“You can’t be serious,” he said incredulously. “Why isn’t the road in front of this house the city limit? There’s only cotton fields on the other side of it! I feel like a planter every time I go out the front door!”
“I don’t know,” Catherine said. She was looking around the kitchen, which her father had used for the shelving of medicines and supplies of plastic gloves and tongue depressors. The little stool Leona had used to get supplies from the top shelf was still sitting by the door. “The line runs right through my backyard.”
Tom shook his head darkly at this piece of town planning, and Catherine wandered back out into the living room. The office-the house, she corrected herself-was as familiar to her as her own home, and it felt strange being a guest in it.
She sat down in the caved-in chair and leaned forward to see what magazines Tom bought. A photography glossy, Playboy, Time. The phone placed so neatly by the stack was a princess type. On the smooth back of the receiver Tom had pasted a list of phone numbers. It was not an extensive list. Tom was not integrated into the town’s life yet, since he had been gone on weekends for the past months. Catherine noted that her own number topped the list. He really doesn’t know any girls, she thought wryly.
But Tom was attractive in a long dark way, and Leila, the Gazette secretary-receptionist, had been giving him the eye ever since he started work. With the fiancée out of the picture, maybe Tom would wake up to Leila’s adoring brown eyes.
“How did your dad stand having his office and house so close?” he asked as he handed Catherine her can of beer.
“The house I live in now was my grandparents’,” she explained. “When my dad finished medical school and moved back in with them, they were already getting old. They had him late, and he was an only child. So he wanted to be close to them in case of an emergency, and my mother didn’t mind living with them. This house was up for sale. So it was convenient to him.” She sighed. “Things were different then. People would come at night-” and Catherine stopped dead.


Lines from the one with "This screenshot has width=1231, height=711." through the end of the listing below should be set down exactly, with no other line included.

==== Provided entries ====

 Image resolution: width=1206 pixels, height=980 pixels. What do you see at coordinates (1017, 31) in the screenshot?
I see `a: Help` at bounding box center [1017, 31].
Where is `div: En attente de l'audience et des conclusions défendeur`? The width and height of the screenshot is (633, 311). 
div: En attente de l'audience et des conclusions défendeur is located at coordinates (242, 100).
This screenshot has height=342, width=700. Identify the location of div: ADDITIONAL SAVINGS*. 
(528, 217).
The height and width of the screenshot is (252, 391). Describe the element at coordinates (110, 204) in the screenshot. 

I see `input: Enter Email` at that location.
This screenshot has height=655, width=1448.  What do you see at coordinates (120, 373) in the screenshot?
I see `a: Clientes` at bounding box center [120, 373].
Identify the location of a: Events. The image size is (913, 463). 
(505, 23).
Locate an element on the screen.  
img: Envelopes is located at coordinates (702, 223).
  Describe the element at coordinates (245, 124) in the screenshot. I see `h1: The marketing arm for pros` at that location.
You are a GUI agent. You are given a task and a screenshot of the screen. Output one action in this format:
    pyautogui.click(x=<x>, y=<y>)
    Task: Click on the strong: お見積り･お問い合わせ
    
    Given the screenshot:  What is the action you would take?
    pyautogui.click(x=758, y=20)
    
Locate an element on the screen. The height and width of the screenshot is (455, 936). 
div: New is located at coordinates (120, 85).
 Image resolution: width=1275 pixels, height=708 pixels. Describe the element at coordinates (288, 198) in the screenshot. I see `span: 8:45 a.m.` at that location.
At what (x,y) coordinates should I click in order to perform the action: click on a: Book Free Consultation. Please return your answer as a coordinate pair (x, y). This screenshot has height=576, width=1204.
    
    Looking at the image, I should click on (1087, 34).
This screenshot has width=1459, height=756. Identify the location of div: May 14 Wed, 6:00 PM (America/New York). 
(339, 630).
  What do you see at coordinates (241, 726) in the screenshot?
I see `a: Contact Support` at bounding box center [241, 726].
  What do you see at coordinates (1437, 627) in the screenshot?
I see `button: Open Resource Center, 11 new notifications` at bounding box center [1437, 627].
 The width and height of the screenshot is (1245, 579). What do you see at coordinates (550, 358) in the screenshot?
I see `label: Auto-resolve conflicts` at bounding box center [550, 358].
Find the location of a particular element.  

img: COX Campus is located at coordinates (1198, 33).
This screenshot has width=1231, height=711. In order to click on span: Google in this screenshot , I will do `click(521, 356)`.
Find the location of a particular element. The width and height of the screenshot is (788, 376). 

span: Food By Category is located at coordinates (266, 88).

====

Answer for this exercise:
This screenshot has width=1231, height=711. In order to click on span: Google in this screenshot , I will do `click(521, 356)`.
Find the location of a particular element. The width and height of the screenshot is (788, 376). 

span: Food By Category is located at coordinates (266, 88).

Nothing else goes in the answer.